The reason the op's comment is not actually a straw man (https://en.wikipedia.org/wiki/Straw_man) is because the first governments were developed out of a necessity to ensure a unity of peoples, the functioning of essential systems, and the protection of said peoples and systems. It's also why (for instance) the very first sentence of the US constitution has multiple touch points with national security:

> We the People of the United States, in Order to form a more perfect Union, *establish Justice, insure domestic Tranquility, provide for the common defence, promote the general Welfare, and secure the Blessings of Liberty* to ourselves and our Posterity, do ordain and establish this Constitution for the United States of America.

To summarize: defense is how so much of our monetarily non-viable societal advances take place because defense is primarily why governments exist at all. Even arpa-e (thanks for your edit—it's a good topic to bring up) exists to minimize our reliance on foreign energy, which is directly motivated by national security.

1 comments

Come on, nobody knows how the first governments were developed. No written records exist.
We know what government is per se, regardless of the motives of the earliest state governments.

But here we miss an important point which is that government is natural to human societies. The mistake is to think that government is some artificial construct at odds with human nature. Tribes are governed. Families, the smallest society, are governed. What we call "government" is just a modification of the most basic form of government of the family (kings, for example, were analogically fathers of the kingdom).
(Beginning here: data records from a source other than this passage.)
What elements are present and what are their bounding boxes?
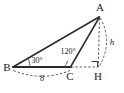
length-label-bc: 8 [40,73,44,83]
angle-arc-c [64,61,68,67]
vertex-label-c: C [66,70,73,82]
height-arc-dashed [100,18,107,66]
angle-arc-b [28,58,31,67]
vertex-label-b: B [3,61,10,73]
segment-ah-altitude [98,18,99,67]
right-angle-marker-h [92,62,98,68]
vertex-label-a: A [96,1,104,13]
angle-label-b: 30° [31,56,42,65]
angle-label-c: 120° [60,47,75,56]
vertex-label-h: H [94,70,102,82]
length-label-ah: h [110,37,115,47]
geometry-canvas: A B C H 30° 120° 8 h [0,0,124,93]
geometry-figure: A B C H 30° 120° 8 h [0,0,124,93]
segment-ba [13,17,99,67]
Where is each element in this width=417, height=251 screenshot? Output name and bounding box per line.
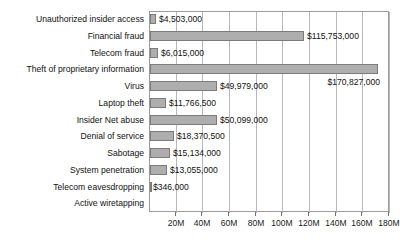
tick-80M <box>255 212 256 216</box>
tick-20M <box>175 212 176 216</box>
tick-180M <box>388 212 389 216</box>
bar-row: Sabotage$15,134,000 <box>0 145 417 161</box>
bar-value-label: $115,753,000 <box>307 28 359 44</box>
bar <box>150 98 166 108</box>
bar-row: Telecom eavesdropping$346,000 <box>0 179 417 195</box>
category-label: Laptop theft <box>0 95 144 111</box>
bar-value-label: $4,503,000 <box>159 11 202 27</box>
category-label: Telecom fraud <box>0 45 144 61</box>
bar-row: Theft of proprietary information$170,827… <box>0 61 417 77</box>
bar <box>150 131 174 141</box>
category-label: Financial fraud <box>0 28 144 44</box>
tick-100M <box>281 212 282 216</box>
chart-page: 20M40M60M80M100M120M140M160M180M Unautho… <box>0 0 417 251</box>
bar-row: Unauthorized insider access$4,503,000 <box>0 11 417 27</box>
category-label: System penetration <box>0 162 144 178</box>
bar <box>150 182 152 192</box>
bar <box>150 31 304 41</box>
x-tick-label: 180M <box>369 218 409 228</box>
tick-120M <box>308 212 309 216</box>
tick-60M <box>228 212 229 216</box>
category-label: Theft of proprietary information <box>0 61 144 77</box>
tick-160M <box>361 212 362 216</box>
bar-value-label: $15,134,000 <box>173 145 221 161</box>
bar <box>150 148 170 158</box>
category-label: Sabotage <box>0 145 144 161</box>
bar <box>150 64 378 74</box>
category-label: Insider Net abuse <box>0 112 144 128</box>
bar <box>150 48 158 58</box>
bar <box>150 14 156 24</box>
bar-value-label: $50,099,000 <box>220 112 268 128</box>
bar-value-label: $6,015,000 <box>161 45 204 61</box>
bar-value-label: $11,766,500 <box>169 95 216 111</box>
category-label: Virus <box>0 78 144 94</box>
category-label: Unauthorized insider access <box>0 11 144 27</box>
bar <box>150 165 167 175</box>
bar <box>150 81 217 91</box>
tick-40M <box>201 212 202 216</box>
bar-row: Telecom fraud$6,015,000 <box>0 45 417 61</box>
bar-value-label: $13,055,000 <box>170 162 218 178</box>
bar-row: Laptop theft$11,766,500 <box>0 95 417 111</box>
bar <box>150 115 217 125</box>
bar-row: Virus$49,979,000 <box>0 78 417 94</box>
bar-row: System penetration$13,055,000 <box>0 162 417 178</box>
bar-row: Insider Net abuse$50,099,000 <box>0 112 417 128</box>
bar-row: Financial fraud$115,753,000 <box>0 28 417 44</box>
category-label: Active wiretapping <box>0 195 144 211</box>
bar-value-label: $49,979,000 <box>220 78 268 94</box>
bar-row: Denial of service$18,370,500 <box>0 128 417 144</box>
category-label: Telecom eavesdropping <box>0 179 144 195</box>
bar-value-label: $346,000 <box>153 179 189 195</box>
category-label: Denial of service <box>0 128 144 144</box>
bar-row: Active wiretapping <box>0 195 417 211</box>
bar-value-label: $18,370,500 <box>177 128 225 144</box>
tick-140M <box>335 212 336 216</box>
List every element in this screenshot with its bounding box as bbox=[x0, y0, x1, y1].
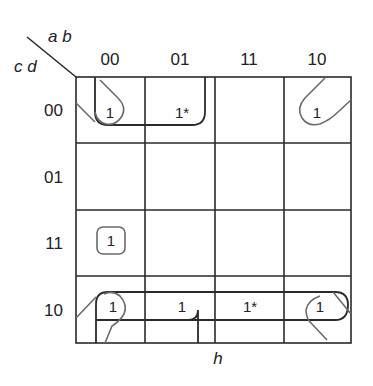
row-header-01: 01 bbox=[44, 168, 63, 187]
cell-r0-c3: 1 bbox=[313, 104, 321, 121]
cell-r0-c0: 1 bbox=[106, 104, 114, 121]
loop-corner-top-left-edge bbox=[76, 103, 95, 122]
karnaugh-map: a b c d 00 01 11 10 00 01 11 10 1 1* 1 bbox=[0, 0, 373, 386]
col-header-11: 11 bbox=[240, 50, 258, 69]
loop-row10-all bbox=[96, 292, 348, 343]
col-vars-label: a b bbox=[48, 27, 72, 46]
row-header-00: 00 bbox=[44, 101, 63, 120]
col-header-00: 00 bbox=[101, 50, 120, 69]
col-header-10: 10 bbox=[308, 50, 327, 69]
row-header-10: 10 bbox=[44, 301, 63, 320]
row-header-11: 11 bbox=[45, 234, 63, 253]
loop-corner-bottom-left-edge bbox=[76, 297, 96, 318]
cell-r3-c0: 1 bbox=[109, 298, 117, 315]
cell-r2-c0: 1 bbox=[107, 232, 115, 249]
cell-r0-c1: 1* bbox=[175, 104, 189, 121]
row-vars-label: c d bbox=[14, 57, 37, 76]
cell-r3-c3: 1 bbox=[316, 298, 324, 315]
col-header-01: 01 bbox=[171, 50, 190, 69]
loop-corner-top-right bbox=[300, 78, 351, 125]
cell-r3-c1: 1 bbox=[178, 298, 186, 315]
map-caption: h bbox=[213, 349, 222, 368]
cell-r3-c2: 1* bbox=[243, 298, 257, 315]
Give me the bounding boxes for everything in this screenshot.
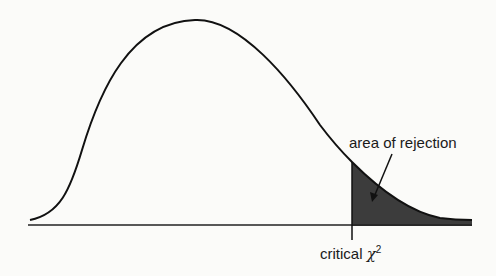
chi-square-diagram: area of rejection critical χ2 [0,0,496,276]
critical-prefix: critical [320,245,363,262]
rejection-area-label: area of rejection [349,134,457,151]
chi-symbol: χ [367,245,376,263]
density-curve [30,20,472,220]
chi-superscript: 2 [376,244,382,255]
critical-value-label: critical χ2 [320,244,381,263]
rejection-region [352,162,472,226]
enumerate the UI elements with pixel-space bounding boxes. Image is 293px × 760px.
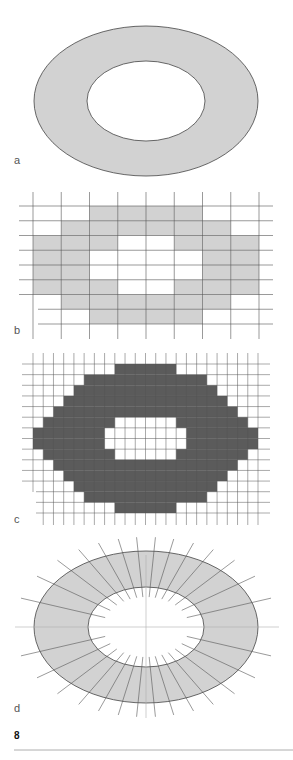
filled-cell xyxy=(146,206,174,221)
filled-cell xyxy=(33,236,61,251)
filled-cell-span xyxy=(176,449,248,460)
panel-c-fine-raster: c xyxy=(14,353,270,525)
filled-cell xyxy=(146,309,174,324)
figure-number: 8 xyxy=(14,730,20,741)
filled-cell-span xyxy=(186,428,258,439)
filled-cell xyxy=(231,280,259,295)
filled-cell-span xyxy=(186,439,258,450)
panel-a-continuous-ring: a xyxy=(14,26,258,176)
filled-cell xyxy=(203,221,231,236)
filled-cell xyxy=(174,236,202,251)
filled-cell-span xyxy=(33,428,105,439)
filled-cell xyxy=(118,206,146,221)
filled-cell-span xyxy=(43,417,115,428)
filled-cell xyxy=(203,250,231,265)
filled-cell xyxy=(90,280,118,295)
panel-label-c: c xyxy=(14,513,20,525)
filled-cell xyxy=(33,265,61,280)
filled-cell xyxy=(203,280,231,295)
filled-cell xyxy=(118,295,146,310)
filled-cell xyxy=(118,309,146,324)
filled-cell xyxy=(61,265,89,280)
filled-cell xyxy=(90,309,118,324)
filled-cell xyxy=(90,206,118,221)
filled-cell xyxy=(61,250,89,265)
figure-8: a b c d 8 xyxy=(0,0,293,760)
filled-cell xyxy=(231,265,259,280)
filled-cell xyxy=(203,295,231,310)
filled-cell xyxy=(231,250,259,265)
filled-cell xyxy=(90,221,118,236)
filled-cell xyxy=(118,221,146,236)
filled-cell-span xyxy=(43,449,115,460)
filled-cell xyxy=(146,295,174,310)
filled-cell xyxy=(146,221,174,236)
filled-cell xyxy=(61,236,89,251)
panel-label-b: b xyxy=(14,324,20,336)
filled-cell xyxy=(33,250,61,265)
inner-ellipse xyxy=(87,61,205,141)
filled-cell-span xyxy=(33,439,105,450)
panel-b-coarse-raster: b xyxy=(14,192,273,339)
filled-cell xyxy=(174,280,202,295)
filled-cell xyxy=(174,206,202,221)
panel-d-radial-sectors: d xyxy=(14,537,279,718)
filled-cell xyxy=(90,236,118,251)
filled-cell xyxy=(174,309,202,324)
filled-cell xyxy=(61,221,89,236)
filled-cell xyxy=(203,265,231,280)
filled-cell xyxy=(61,280,89,295)
panel-label-d: d xyxy=(14,702,20,714)
filled-cell xyxy=(174,295,202,310)
filled-cell xyxy=(90,295,118,310)
filled-cell xyxy=(61,295,89,310)
filled-cell xyxy=(203,236,231,251)
filled-cell xyxy=(33,280,61,295)
panel-label-a: a xyxy=(14,154,21,166)
filled-cell-span xyxy=(176,417,248,428)
filled-cell xyxy=(231,236,259,251)
filled-cell xyxy=(174,221,202,236)
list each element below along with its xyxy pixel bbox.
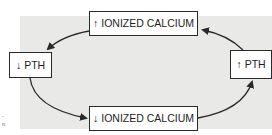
node-label: PTH: [245, 59, 266, 70]
arrow-left-to-bottom: [30, 78, 86, 118]
node-decreased-ionized-calcium: ↓ IONIZED CALCIUM: [89, 106, 198, 131]
up-arrow-icon: ↑: [236, 59, 241, 70]
node-increased-ionized-calcium: ↑ IONIZED CALCIUM: [89, 11, 198, 36]
node-label: IONIZED CALCIUM: [101, 18, 194, 29]
node-decreased-pth: ↓ PTH: [9, 52, 52, 78]
down-arrow-icon: ↓: [16, 60, 21, 71]
arrow-top-to-left: [48, 31, 89, 49]
caption-fragment: -: [2, 113, 4, 119]
down-arrow-icon: ↓: [93, 113, 98, 124]
arrow-bottom-to-right: [198, 82, 252, 118]
node-increased-pth: ↑ PTH: [230, 50, 272, 79]
arrow-right-to-top: [203, 30, 243, 50]
up-arrow-icon: ↑: [93, 18, 98, 29]
caption-fragment: n.: [2, 121, 6, 127]
node-label: IONIZED CALCIUM: [101, 113, 194, 124]
node-label: PTH: [24, 60, 45, 71]
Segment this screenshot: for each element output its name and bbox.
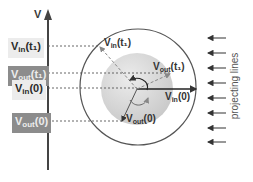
vector-label-vout-t1: Vout(t₁) [153, 62, 185, 75]
label-sub: out [160, 66, 171, 73]
label-vout-0: Vout(0) [12, 113, 51, 133]
label-arg: (0) [144, 113, 156, 124]
label-arg: (t₁) [31, 68, 47, 80]
label-sub: out [22, 120, 34, 129]
v-axis-arrow-icon [44, 9, 52, 20]
label-arg: (t₁) [25, 40, 41, 52]
label-vin-0: Vin(0) [12, 80, 46, 100]
projecting-lines-label: projecting lines [229, 51, 240, 121]
vector-label-vin-0: Vin(0) [165, 92, 190, 105]
projecting-arrows [208, 38, 226, 142]
label-vin-t1: Vin(t₁) [8, 38, 44, 58]
v-axis-label: V [34, 8, 41, 20]
label-base: V [104, 37, 111, 48]
label-arg: (0) [29, 82, 42, 94]
vector-label-vout-0: Vout(0) [126, 114, 156, 127]
label-arg: (0) [35, 115, 48, 127]
label-base: V [165, 91, 172, 102]
label-arg: (0) [178, 91, 190, 102]
label-sub: out [133, 118, 144, 125]
label-base: V [153, 61, 160, 72]
label-arg: (t₁) [117, 37, 131, 48]
label-base: V [126, 113, 133, 124]
label-arg: (t₁) [171, 61, 185, 72]
vector-label-vin-t1: Vin(t₁) [104, 38, 131, 51]
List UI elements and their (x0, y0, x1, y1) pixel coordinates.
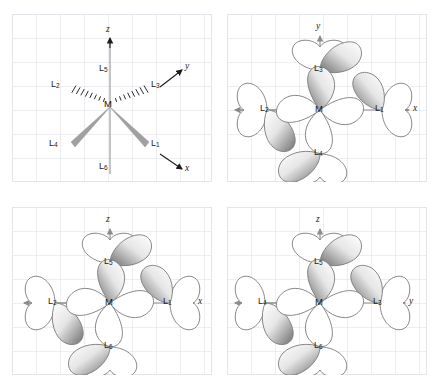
panel-yz-graphic (227, 207, 427, 375)
panel3-ligand-L5: L5 (104, 257, 113, 267)
panel4-ligand-L3: L3 (373, 297, 382, 307)
orbital-figure: M z y x L5 L6 L2 L3 L4 L1 (0, 0, 442, 390)
panel-xy-graphic (227, 14, 427, 182)
panel1-ligand-L5: L5 (99, 64, 108, 74)
panel2-ligand-L2: L2 (260, 104, 269, 114)
panel-geometry: M z y x L5 L6 L2 L3 L4 L1 (12, 14, 212, 182)
panel3-axis-x-label: x (198, 297, 202, 307)
panel2-center-label: M (315, 104, 323, 114)
panel2-ligand-L4: L4 (314, 148, 323, 158)
panel1-axis-x-label: x (185, 164, 189, 174)
panel3-ligand-L1: L1 (163, 297, 172, 307)
panel3-axis-z-label: z (106, 215, 110, 225)
panel3-center-label: M (105, 297, 113, 307)
panel1-ligand-L3: L3 (151, 80, 160, 90)
panel1-ligand-L2: L2 (51, 80, 60, 90)
panel1-ligand-L4: L4 (49, 139, 58, 149)
panel2-ligand-L1: L1 (375, 104, 384, 114)
panel1-axis-z-label: z (106, 25, 110, 35)
panel-xz: M z x L1 L2 L5 L6 (12, 207, 212, 375)
panel3-ligand-L2: L2 (48, 297, 57, 307)
panel1-ligand-L1: L1 (151, 139, 160, 149)
panel-geometry-graphic (12, 14, 212, 182)
panel1-axis-y-label: y (185, 62, 189, 72)
panel4-ligand-L4: L4 (258, 297, 267, 307)
panel4-axis-z-label: z (316, 215, 320, 225)
panel4-ligand-L6: L6 (314, 341, 323, 351)
panel4-ligand-L5: L5 (314, 257, 323, 267)
panel4-axis-y-label: y (409, 297, 413, 307)
panel2-axis-x-label: x (413, 104, 417, 114)
panel3-ligand-L6: L6 (104, 341, 113, 351)
panel1-center-label: M (104, 99, 112, 109)
panel-yz: M z y L3 L4 L5 L6 (227, 207, 427, 375)
panel2-axis-y-label: y (316, 22, 320, 32)
panel1-ligand-L6: L6 (99, 162, 108, 172)
panel4-center-label: M (315, 297, 323, 307)
panel-xy: M y x L1 L2 L3 L4 (227, 14, 427, 182)
panel2-ligand-L3: L3 (314, 64, 323, 74)
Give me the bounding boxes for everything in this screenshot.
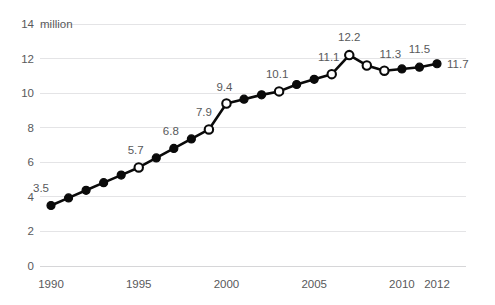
y-axis-tick-label: 2 [28,225,34,237]
y-axis-tick-label: 8 [28,122,34,134]
gridlines [40,24,466,266]
x-axis-tick-labels: 199019952000200520102012 [38,278,450,290]
data-series-line [51,55,437,205]
x-axis-tick-label: 2000 [214,278,240,290]
y-axis-tick-label: 10 [21,87,34,99]
data-point-marker-filled [65,194,73,202]
data-value-label: 7.9 [196,106,212,118]
data-point-marker-filled [258,91,266,99]
data-value-label: 10.1 [266,68,288,80]
data-point-markers [47,51,441,210]
data-point-marker-filled [170,144,178,152]
data-point-marker-filled [240,95,248,103]
data-point-marker-open [363,61,371,69]
data-point-marker-filled [415,63,423,71]
data-point-marker-filled [82,186,90,194]
data-value-labels: 3.55.76.87.99.410.111.112.211.311.511.7 [33,31,469,193]
data-value-label: 11.3 [380,48,402,60]
data-point-marker-filled [152,154,160,162]
data-point-marker-filled [100,179,108,187]
data-value-label: 9.4 [216,81,233,93]
data-point-marker-open [222,99,230,107]
data-value-label: 6.8 [163,125,179,137]
x-axis-tick-label: 2010 [389,278,415,290]
x-axis-tick-label: 1990 [38,278,64,290]
y-axis-tick-label: 12 [21,53,34,65]
data-point-marker-filled [187,135,195,143]
data-point-marker-filled [47,202,55,210]
y-axis-tick-label: 6 [28,156,34,168]
data-point-marker-filled [117,171,125,179]
y-axis-tick-label: 0 [28,260,34,272]
data-value-label: 11.7 [447,58,469,70]
data-point-marker-open [328,70,336,78]
data-point-marker-open [205,125,213,133]
data-value-label: 3.5 [33,182,49,194]
y-axis-tick-labels: 02468101214 [21,18,34,272]
data-value-label: 11.5 [409,43,431,55]
data-point-marker-open [135,163,143,171]
data-value-label: 12.2 [338,31,360,43]
data-point-marker-filled [293,81,301,89]
data-value-label: 5.7 [128,144,144,156]
data-point-marker-open [380,66,388,74]
y-axis-tick-label: 14 [21,18,34,30]
line-chart: 02468101214 199019952000200520102012 mil… [0,0,495,305]
x-axis-tick-label: 2005 [301,278,327,290]
x-axis-tick-label: 1995 [126,278,152,290]
x-axis-tick-label: 2012 [424,278,450,290]
data-point-marker-open [275,87,283,95]
data-point-marker-filled [433,60,441,68]
chart-canvas: 02468101214 199019952000200520102012 mil… [0,0,495,305]
data-value-label: 11.1 [318,51,340,63]
data-point-marker-filled [398,65,406,73]
y-axis-unit-label: million [40,18,73,30]
data-point-marker-open [345,51,353,59]
data-point-marker-filled [310,75,318,83]
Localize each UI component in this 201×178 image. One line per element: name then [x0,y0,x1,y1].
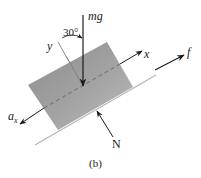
acceleration-subscript: x [14,116,18,125]
x-axis-arrow [120,51,142,64]
friction-label: f [187,46,190,58]
normal-force-label: N [112,138,121,150]
x-axis-label: x [144,48,149,60]
free-body-diagram: mg 30° y x f ax N (b) [0,0,201,178]
normal-force-arrow [97,111,113,137]
acceleration-label: ax [8,110,18,122]
friction-arrow [155,55,184,70]
y-axis-label: y [47,40,52,52]
block [28,42,133,130]
diagram-graphics [0,0,201,178]
figure-caption: (b) [89,158,102,169]
acceleration-arrow [20,108,44,124]
angle-label: 30° [63,27,78,38]
weight-label: mg [88,10,103,22]
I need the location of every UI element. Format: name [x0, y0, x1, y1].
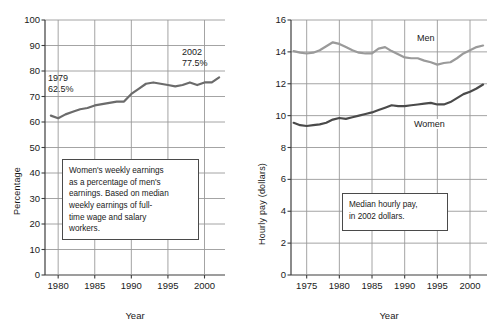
y-tick-label: 80: [10, 65, 40, 76]
annotation-2002: 2002 77.5%: [182, 47, 208, 70]
note-box-weekly-earnings: Women's weekly earningsas a percentage o…: [62, 159, 199, 240]
x-tick-label: 1985: [75, 280, 115, 291]
note-weekly-earnings-line-3: earnings. Based on median: [69, 188, 192, 200]
y-tick-label: 100: [10, 14, 40, 25]
note-box-median-hourly-pay: Median hourly pay,in 2002 dollars.: [342, 193, 448, 231]
annotation-1979-value: 62.5%: [48, 84, 74, 95]
y-tick-label: 12: [257, 78, 286, 89]
y-tick-label: 30: [10, 193, 40, 204]
y-tick-label: 70: [10, 91, 40, 102]
series-label-men: Men: [416, 33, 436, 43]
note-weekly-earnings-line-2: as a percentage of men's: [69, 177, 192, 189]
series-label-women: Women: [413, 119, 446, 129]
y-tick-label: 0: [10, 269, 40, 280]
note-median-hourly-pay-line-2: in 2002 dollars.: [349, 211, 441, 223]
y-tick-label: 16: [257, 14, 286, 25]
x-tick-label: 1995: [148, 280, 188, 291]
annotation-1979-year: 1979: [48, 73, 74, 84]
figure-root: Percentage 1009080706050403020100 198019…: [0, 0, 498, 335]
x-tick-label: 2000: [185, 280, 225, 291]
x-axis-label: Year: [339, 310, 439, 321]
x-tick-label: 1980: [38, 280, 78, 291]
note-median-hourly-pay-line-1: Median hourly pay,: [349, 199, 441, 211]
chart-panel-percentage: Percentage 1009080706050403020100 198019…: [0, 0, 249, 335]
annotation-2002-year: 2002: [182, 47, 208, 58]
note-weekly-earnings-line-1: Women's weekly earnings: [69, 165, 192, 177]
annotation-1979: 1979 62.5%: [48, 73, 74, 96]
y-tick-label: 6: [257, 173, 286, 184]
y-tick-label: 90: [10, 40, 40, 51]
chart-panel-hourly-pay: Hourly pay (dollars) 1614121086420 19751…: [249, 0, 498, 335]
y-tick-label: 2: [257, 237, 286, 248]
y-tick-label: 4: [257, 205, 286, 216]
x-tick-label: 1990: [111, 280, 151, 291]
annotation-2002-value: 77.5%: [182, 58, 208, 69]
note-weekly-earnings-line-6: workers.: [69, 223, 192, 235]
plot-area-hourly-pay: [291, 20, 487, 275]
y-tick-label: 10: [257, 110, 286, 121]
y-tick-label: 60: [10, 116, 40, 127]
y-tick-label: 10: [10, 244, 40, 255]
y-tick-label: 40: [10, 167, 40, 178]
note-weekly-earnings-line-4: weekly earnings of full-: [69, 200, 192, 212]
y-tick-label: 20: [10, 218, 40, 229]
y-tick-label: 50: [10, 142, 40, 153]
y-tick-label: 8: [257, 142, 286, 153]
y-tick-label: 14: [257, 46, 286, 57]
x-axis-label: Year: [85, 310, 185, 321]
x-tick-label: 2000: [450, 280, 490, 291]
y-tick-label: 0: [257, 269, 286, 280]
note-weekly-earnings-line-5: time wage and salary: [69, 212, 192, 224]
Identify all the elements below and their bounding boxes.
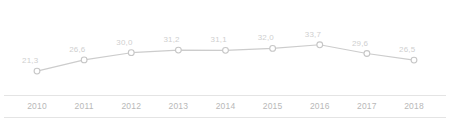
x-axis-label-2017: 2017 [347, 102, 387, 111]
x-axis-label-2015: 2015 [253, 102, 293, 111]
x-axis-label-2013: 2013 [158, 102, 198, 111]
x-axis-label-2016: 2016 [300, 102, 340, 111]
data-point-marker [81, 57, 87, 63]
data-point-marker [223, 47, 229, 53]
data-point-marker [364, 51, 370, 57]
data-point-marker [411, 57, 417, 63]
data-point-marker [34, 68, 40, 74]
x-axis-label-2014: 2014 [206, 102, 246, 111]
x-axis-label-2012: 2012 [111, 102, 151, 111]
data-point-marker [270, 46, 276, 52]
data-point-marker [128, 50, 134, 56]
x-axis-label-2011: 2011 [64, 102, 104, 111]
axis-rule-top [4, 95, 446, 96]
axis-rule-bottom [4, 117, 446, 118]
data-point-marker [317, 42, 323, 48]
x-axis-label-2010: 2010 [17, 102, 57, 111]
x-axis-label-2018: 2018 [394, 102, 434, 111]
line-chart: 21,326,630,031,231,132,033,729,626,5 201… [0, 0, 450, 124]
data-point-marker [175, 47, 181, 53]
series-markers [34, 42, 417, 74]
The authority of the state is derived from the authority of parents through the principle of subsidiary.

I agree with the spirit, but I prefer to reject the natural/artificial distinction. Societal and biological evolution can be a very "arbitrary" processes. Sometimes something just happens, and is good enough, and sticks around. It's ultimately pretty subjective which things are "over-determined" and what wasn't (photosynthesis? agriculture? Something like eukaryotes from endo-symbiosis?), without being able to run a bunch of difficult experiments.

Government and money are two institutions who's origins are much debated, but I would be find replacing them with something else, "self-perpetuation" replaces "natural" for me.

I also so think this is dovetails with the best argument for reproducible bootstraps (as the follow up to reproducible builds). Without that, and like with our socials institutions, we have a a "historical bootstrap" we are constrained by. But by making an artificial bootstrap, we gain some freedom to tinker rather than being completely constrained by historical happenstance.

With software it is clear what this looks like. With something like governance and money it is less clear. Certainly it's hard to imagine the John Locke style arguments bootstrapping from "primitive man" working out, as children must be raised in a culture before they get the privileges of democracy, and are thus biased. But perhaps there are other more feasible ways.

Yeah, and as far as we can tell those first states massively sucked for almost everyone, too.